History of telling time

Until relatively recently, time in the non-clock world was delineated not by hours and minutes but by natural events. When people were hungry, they ate; when people were tired, they slept. Especially in rural areas, animals—like the crowing rooster or the croaking frog—helped move those processes along, as did the sun and the stars, when the skies were clear. Some early clocks also reflected these natural rhythms: sundials in Ancient Rome and Greece, for example, and water clocks in East Asia. But they were far from precise.

The ancient Egyptians were among the first to divide each day into 12 segments for daylight and 12 segments for dark. This meant that the “hours” lengthened or shortened with the seasons. In European cities—especially in colder, northern climates where the winter sun only shines for a few (often-cloudy) hours per day—more creative rules sometimes had to be established.

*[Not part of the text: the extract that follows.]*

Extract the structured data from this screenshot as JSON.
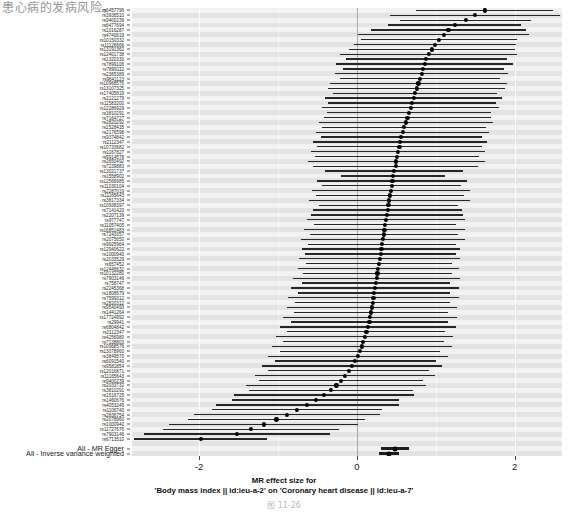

In 14th century Paris, for instance, a tanner’s workday began when it was light enough to recognize a familiar face in the street, and ended once it was too dark to tell two similar-looking coins apart by sight.

Though Europe was far behind China and the Islamic world in terms of science and technological innovation during the Middle Ages, it is hardly surprising that the first mechanical clocks were invented there in the 14th century, writes David Landes in his landmark book on timekeeping, Revolution in Time. One big reason for the division of the day into equal, set hours was religion, Landes says. For Western practices of Christianity, prayer occurred in groups and at fixed times—time stamps that would come to be known as the “canonical hours”—marked by the ringing of monastic bells.